In 1941, Jean Renoir shot part of his rural noir Swamp Water on location in Georgia’s Okefenokee Swamp. The film, which was a success for 20th Century Fox, cast the swamp as an unmapped and impenetrable morass, spurring a body of postwar American cinema that used the country’s disappearing wetlands as settings for death, crime, and femmes fatales. (“Swampsploitation” might be an apt name for titles such as Louisiana Hussy, Swamp Women, and ‘Gator Bait.)
Documentarian Robert Flaherty’s final and most plainly fictional film, Louisiana Story (1948), is a strange exception. The script, co-written with Frances Flaherty, centers on a Cajun boy named Alexander Napoleon Ulysses LaTour who faces the arrival of big oil in his family’s bayou. Funded by Standard Oil of New Jersey as part of a post-WWII public relations gambit to promote new drilling in the gulf, Louisiana Story stars non-actors from a nearby oil rig and the local Acadian community. Flaherty shows the bayou through the boy’s eyes, teeming with orb-weaving spiders and gliding water snakes. Shot by Richard Leacock in the Bayou Petite Anse, the camera pans slowly across bald cypresses and Alexander’s pirogue, framing the bayou as a languid and fertile ecosystem where rural whites live in semi-mystical harmony with the water. We could not be farther from Flaherty’s Man of Aran (1934), a dramatic portrait of subsistence fishermen fighting to survive the harsh coastal environment of West Ireland.
Much of Louisiana Story’s beauty comes from Helen van Dongen’s montages of oil drilling. In the 1930s and 1940s, van Dongen gained prominence as a documentary editor through working with Joris Ivens and with Flaherty on his 1941 film about rural American labor, The Land. (The USDA shelved the film because they were concerned its images of poverty would demoralize Americans during the war). At the end of The Land, van Dongen’s montage sequence of threshing machines recalls the heroic tractors in Alexander Dovzhenko's Earth (1930). But in the US, this amounted to celebrating the technology that boosted corporate agriculture while sending more Americans into destitution. In Louisiana Story, which she also co-produced, van Dongen’s sequences of the drilling machinery incorporate the choreography of slick, weathered bodies of oil workers. Their almost erotic penetration of the bayou cross-cuts with Alexander’s curious gaze (that boy, Joseph Boudreaux, would later work on oil rigs). When the drill malfunctions, an explosion blackens the air, an apocalyptic set piece achieved by the crew opening a high-pressure valve to release mud and simulate a blowout.
Standard Oil (now ExxonMobil) spent $250,000 (about $3.5 million today) on the film, and Flaherty delivered something that was smaller in scope than what he had promised. Nevertheless, the company got what it wanted. Louisiana Story is ultimately a corporate myth about American prosperity: Alexander’s family profits from the drilling, and the bayou’s creatures somehow survive the blowout. The film received critical acclaim and widespread publicity, reaching #5 on Sight and Sound’s “Greatest Films of All Time” poll in 1952. In his 1960 book Theory of Film: the Redemption of Physical Reality, Siegfried Kracauer compared Louisiana Story’s massive oil derrick to the battleship Potemkin, a man-made object that cinema raises to the status of protagonist.
Louisiana Story screens this afternoon, September 7, at the Museum of Modern Art on 35mm as part of the series “When the World Broke Open: Katrina and Its Afterlives.”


**WHAT YOU WILL DO**. Search the records for the string "increase" and copy every line where it turns up.

Stored records
* * * * *

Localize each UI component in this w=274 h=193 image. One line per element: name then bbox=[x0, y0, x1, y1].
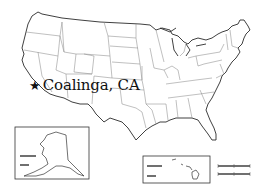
great-lakes bbox=[160, 28, 206, 56]
alaska-inset bbox=[15, 127, 89, 179]
map-canvas bbox=[0, 0, 274, 193]
city-marker: ★Coalinga, CA bbox=[29, 76, 140, 95]
state-borders bbox=[24, 22, 238, 128]
star-icon: ★ bbox=[29, 78, 41, 93]
city-label: Coalinga, CA bbox=[43, 76, 140, 94]
scale-bars bbox=[218, 164, 250, 176]
hawaii-inset bbox=[143, 156, 210, 183]
us-map: ★Coalinga, CA bbox=[0, 0, 274, 193]
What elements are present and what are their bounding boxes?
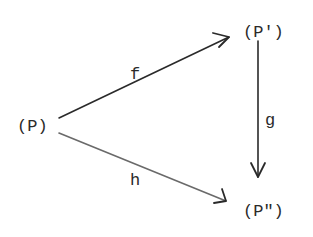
arrow-g [251,41,265,177]
arrow-h-label: h [130,171,140,190]
arrow-h-shaft [59,133,226,201]
node-p-prime: (P') [243,23,284,42]
node-p: (P) [17,117,48,136]
arrow-f [59,33,229,118]
arrow-f-label: f [130,65,140,84]
arrow-g-label: g [265,111,275,130]
commutative-diagram: (P) (P') (P") f g h [0,0,313,237]
arrow-f-shaft [59,37,229,118]
arrow-h [59,133,226,203]
node-p-double-prime: (P") [243,202,284,221]
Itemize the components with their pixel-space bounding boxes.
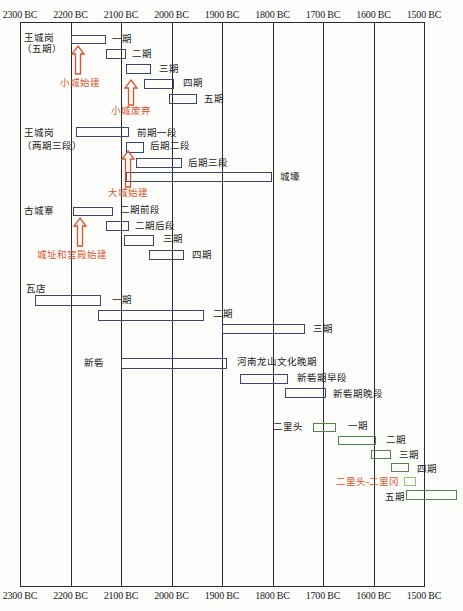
phase-bar xyxy=(371,450,391,459)
phase-label: 新砦期早段 xyxy=(297,372,347,384)
phase-label: 河南龙山文化晚期 xyxy=(237,356,317,368)
x-tick-bottom-1700: 1700 BC xyxy=(301,590,345,602)
site-label-erlitou: 二里头 xyxy=(273,421,303,433)
x-tick-bottom-2000: 2000 BC xyxy=(150,590,194,602)
x-tick-bottom-2100: 2100 BC xyxy=(99,590,143,602)
phase-label: 一期 xyxy=(112,294,132,306)
phase-label-erlitou-erligang: 二里头-二里冈 xyxy=(336,476,399,488)
phase-label: 三期 xyxy=(399,449,419,461)
timeline-chart: 2300 BC 2200 BC 2100 BC 2000 BC 1900 BC … xyxy=(0,0,463,611)
site-label-xinzhai: 新砦 xyxy=(84,357,104,369)
phase-label: 四期 xyxy=(417,463,437,475)
phase-label: 二期 xyxy=(386,434,406,446)
phase-bar xyxy=(222,324,305,334)
phase-label: 三期 xyxy=(313,323,333,335)
x-tick-bottom-1800: 1800 BC xyxy=(251,590,295,602)
phase-bar xyxy=(406,490,457,500)
phase-bar xyxy=(404,477,417,486)
phase-label: 五期 xyxy=(385,491,405,503)
x-tick-bottom-1500: 1500 BC xyxy=(402,590,446,602)
phase-bar xyxy=(240,374,288,384)
phase-bar xyxy=(338,436,376,445)
phase-bar xyxy=(285,388,325,398)
phase-label: 新砦期晚段 xyxy=(333,388,383,400)
x-tick-bottom-2300: 2300 BC xyxy=(0,590,42,602)
annotation-city-and-palace-built: 城址和宫殿始建 xyxy=(37,249,107,261)
x-tick-bottom-1900: 1900 BC xyxy=(200,590,244,602)
x-tick-bottom-1600: 1600 BC xyxy=(352,590,396,602)
site-label-wadian: 瓦店 xyxy=(26,283,46,295)
phase-label: 一期 xyxy=(348,420,368,432)
phase-bar xyxy=(35,295,101,306)
phase-bar xyxy=(98,310,204,321)
phase-bar xyxy=(121,358,227,369)
x-tick-bottom-2200: 2200 BC xyxy=(49,590,93,602)
phase-label: 二期 xyxy=(213,308,233,320)
phase-bar xyxy=(313,423,336,432)
phase-bar xyxy=(391,463,409,472)
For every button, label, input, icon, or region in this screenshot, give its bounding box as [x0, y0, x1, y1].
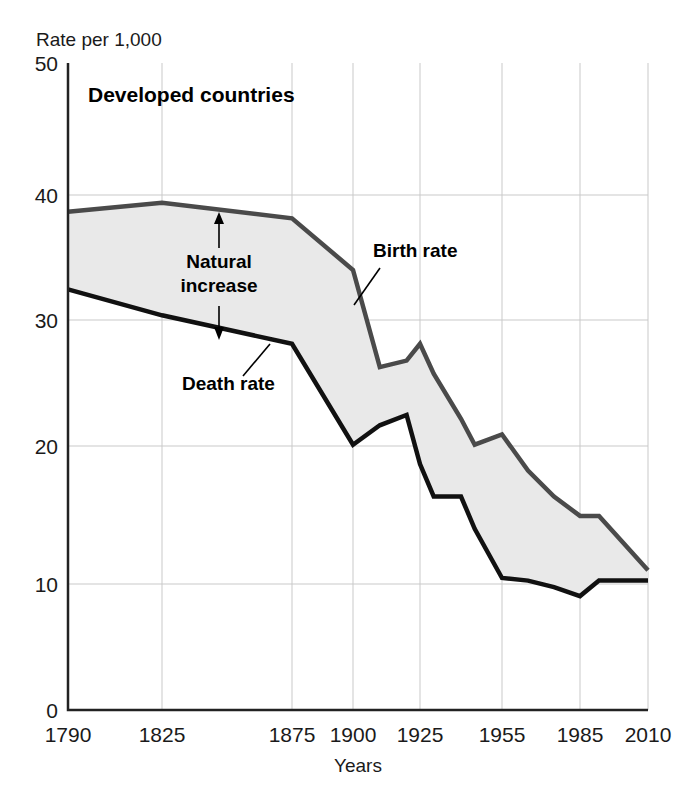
y-tick-30: 30: [35, 309, 58, 332]
chart-svg: Rate per 1,000 50 40 30: [0, 0, 699, 800]
birth-rate-label: Birth rate: [373, 240, 457, 261]
panel-title: Developed countries: [88, 83, 295, 106]
y-tick-labels: 50 40 30 20 10 0: [35, 52, 58, 722]
natural-increase-band: [68, 203, 648, 596]
x-tick-1985: 1985: [557, 723, 604, 746]
x-tick-1900: 1900: [330, 723, 377, 746]
natural-increase-line1: Natural: [186, 251, 251, 272]
x-tick-1875: 1875: [269, 723, 316, 746]
y-tick-10: 10: [35, 573, 58, 596]
y-tick-0: 0: [46, 699, 58, 722]
death-rate-annotation: Death rate: [182, 344, 275, 394]
natural-increase-line2: increase: [180, 275, 257, 296]
x-axis-caption: Years: [334, 755, 382, 776]
x-tick-1790: 1790: [45, 723, 92, 746]
death-rate-leader-line: [243, 344, 270, 376]
y-tick-40: 40: [35, 184, 58, 207]
x-tick-1925: 1925: [397, 723, 444, 746]
x-tick-1955: 1955: [479, 723, 526, 746]
x-tick-2010: 2010: [625, 723, 672, 746]
death-rate-label: Death rate: [182, 373, 275, 394]
arrow-down-head-icon: [214, 327, 224, 340]
chart-figure: Rate per 1,000 50 40 30: [0, 0, 699, 800]
y-tick-20: 20: [35, 435, 58, 458]
y-tick-50: 50: [35, 52, 58, 75]
y-axis-caption: Rate per 1,000: [36, 29, 162, 50]
x-tick-1825: 1825: [139, 723, 186, 746]
birth-rate-annotation: Birth rate: [354, 240, 457, 305]
x-tick-labels: 1790 1825 1875 1900 1925 1955 1985 2010: [45, 723, 672, 746]
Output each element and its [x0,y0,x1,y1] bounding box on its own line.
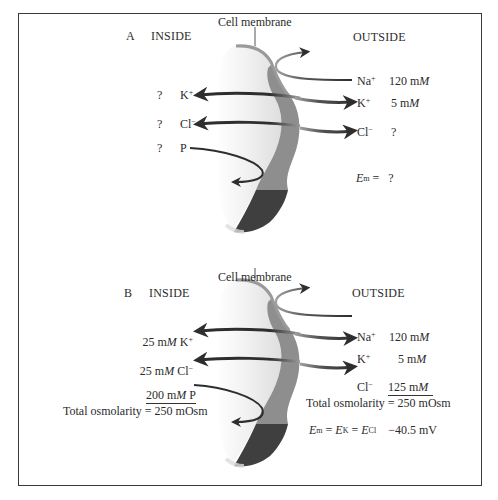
panel-a-k-inside-ion: K+ [180,88,193,102]
panel-b-cl-outside-ion: Cl− [357,380,373,394]
panel-b-cl-inside: 25 mM Cl− [60,364,193,378]
k-outside-arrow [295,98,352,102]
panel-a-k-inside-conc: ? [157,88,162,102]
panel-a-k-outside-conc: 5 mM [391,96,419,110]
panel-a-membrane-potential: Em = ? [356,171,394,185]
panel-b-p-inside: 200 mM P [146,388,196,402]
panel-a-cl-inside-ion: Cl− [180,117,196,131]
cl-outside-arrow [300,128,352,132]
panel-a-k-outside-ion: K+ [357,96,370,110]
panel-b-membrane-label: Cell membrane [218,270,292,284]
panel-b-na-outside-ion: Na+ [357,330,376,344]
na-arrow [276,52,352,80]
panel-b-k-outside-ion: K+ [357,352,370,366]
panel-b-inside-heading: INSIDE [149,286,190,300]
panel-a-na-outside-ion: Na+ [357,74,376,88]
panel-a-outside-heading: OUTSIDE [353,30,406,44]
panel-a-inside-heading: INSIDE [151,29,192,43]
panel-a-cl-outside-ion: Cl− [357,125,373,139]
panel-a-cl-inside-conc: ? [157,117,162,131]
panel-a-p-inside-conc: ? [157,141,162,155]
panel-b-outside-heading: OUTSIDE [352,286,405,300]
panel-a-cl-outside-conc: ? [391,125,396,139]
panel-b-na-outside-conc: 120 mM [389,330,429,344]
panel-b-k-inside: 25 mM K+ [60,335,193,349]
panel-a-na-outside-conc: 120 mM [389,74,429,88]
panel-b-cl-outside-conc: 125 mM [388,380,433,396]
panel-b-k-outside-conc: 5 mM [398,352,426,366]
panel-a-p-inside-ion: P [180,141,187,155]
panel-a-art [190,27,352,233]
panel-a-letter: A [126,29,135,43]
panel-b-inside-total-osmolarity: Total osmolarity = 250 mOsm [63,404,208,418]
panel-a-membrane-label: Cell membrane [218,15,292,29]
panel-b-equilibrium-equation: Em = EK = ECl−40.5 mV [309,423,437,437]
panel-b-letter: B [124,286,132,300]
panel-b-outside-total-osmolarity: Total osmolarity = 250 mOsm [306,396,451,410]
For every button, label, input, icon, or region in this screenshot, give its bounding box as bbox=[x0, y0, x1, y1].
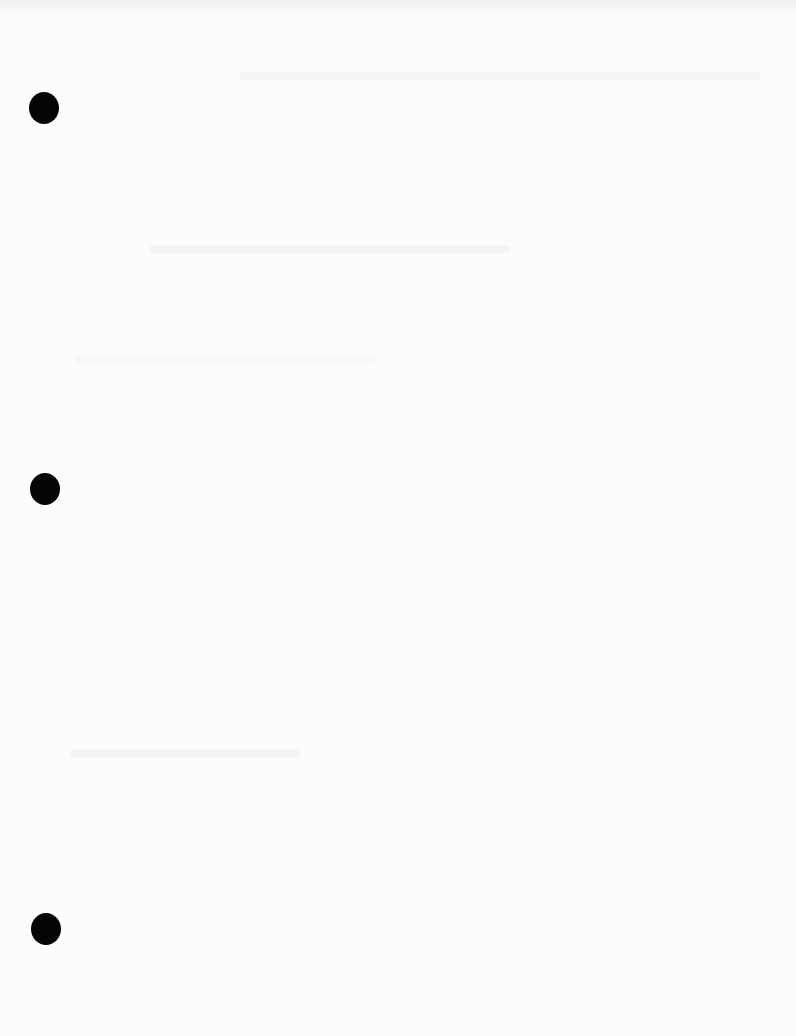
scan-top-edge bbox=[0, 0, 796, 14]
blank-page bbox=[0, 0, 796, 1036]
bleed-through-line bbox=[75, 355, 375, 363]
punch-hole-middle bbox=[30, 473, 60, 505]
bleed-through-line bbox=[150, 245, 510, 253]
bleed-through-line bbox=[70, 750, 300, 758]
punch-hole-top bbox=[29, 92, 59, 124]
bleed-through-line bbox=[240, 72, 760, 80]
punch-hole-bottom bbox=[31, 913, 61, 945]
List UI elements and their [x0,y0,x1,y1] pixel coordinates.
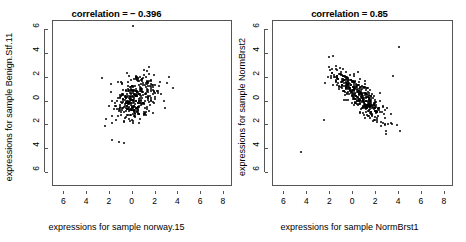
data-point [385,133,387,135]
data-point [374,119,376,121]
data-point [353,75,355,77]
data-point [153,74,155,76]
data-point [358,84,360,86]
data-point [359,78,361,80]
scatter-panel-left: correlation = − 0.396 expressions for sa… [0,0,233,242]
data-point [154,96,156,98]
data-point [117,115,119,117]
y-tick [45,172,48,173]
data-point [136,95,138,97]
data-point-outlier [118,141,120,143]
data-point [327,76,329,78]
data-point [324,82,326,84]
data-point [399,130,401,132]
x-tick [398,191,399,194]
data-point-outlier [166,82,168,84]
y-tick [45,29,48,30]
data-point [369,117,371,119]
data-point [366,104,368,106]
scatter-points-left [53,21,231,185]
scatter-panel-right: correlation = 0.85 expressions for sampl… [233,0,466,242]
y-tick [45,53,48,54]
y-tick-label: 2 [30,72,42,82]
data-point [342,75,344,77]
data-point [328,66,330,68]
data-point [148,110,150,112]
y-tick-label: 2 [250,72,262,82]
data-point [134,115,136,117]
data-point [134,103,136,105]
x-axis-label-left: expressions for sample norway.15 [0,222,233,232]
x-tick [155,191,156,194]
x-tick [375,191,376,194]
x-tick [444,191,445,194]
x-tick-label: 2 [102,196,116,206]
data-point [345,84,347,86]
data-point [347,99,349,101]
x-tick-label: 8 [437,196,451,206]
y-tick-label: 4 [250,143,262,153]
data-point [123,111,125,113]
data-point [384,109,386,111]
data-point [138,100,140,102]
data-point [133,89,135,91]
x-tick [63,191,64,194]
data-point [120,81,122,83]
data-point [119,97,121,99]
data-point [349,90,351,92]
x-tick [109,191,110,194]
data-point [120,114,122,116]
data-point [358,81,360,83]
data-point [335,65,337,67]
data-point [387,123,389,125]
data-point [172,87,174,89]
x-tick-label: 4 [170,196,184,206]
data-point [116,100,118,102]
data-point [150,100,152,102]
y-tick-label: 4 [30,48,42,58]
data-point [149,85,151,87]
data-point [129,109,131,111]
x-tick-label: 2 [322,196,336,206]
data-point [132,120,134,122]
data-point [146,108,148,110]
panel-title-right: correlation = 0.85 [233,8,466,19]
data-point [125,116,127,118]
data-point [374,110,376,112]
data-point [105,118,107,120]
data-point [137,109,139,111]
data-point [158,85,160,87]
data-point [396,124,398,126]
data-point [361,88,363,90]
data-point [369,89,371,91]
x-tick [200,191,201,194]
y-tick [45,77,48,78]
data-point [149,95,151,97]
data-point-outlier [300,151,302,153]
x-tick-label: 0 [125,196,139,206]
data-point [370,111,372,113]
y-tick-label: 6 [30,24,42,34]
data-point-outlier [123,142,125,144]
data-point [365,96,367,98]
data-point [379,92,381,94]
data-point [115,119,117,121]
data-point [139,118,141,120]
data-point [371,114,373,116]
x-axis-label-right: expressions for sample NormBrst1 [233,222,466,232]
data-point [114,102,116,104]
y-tick-label: 4 [30,143,42,153]
data-point [353,98,355,100]
data-point [343,99,345,101]
data-point [144,113,146,115]
data-point [168,76,170,78]
data-point [384,117,386,119]
y-tick [265,29,268,30]
data-point [126,72,128,74]
data-point [152,112,154,114]
data-point [111,115,113,117]
data-point [339,67,341,69]
y-tick-label: 2 [250,119,262,129]
data-point [330,77,332,79]
data-point [329,69,331,71]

* * * * *

**THE ANSWER**.
natural-increase-band: [68, 203, 648, 596]
natural-increase-line1: Natural: [186, 251, 251, 272]
natural-increase-line2: increase: [180, 275, 257, 296]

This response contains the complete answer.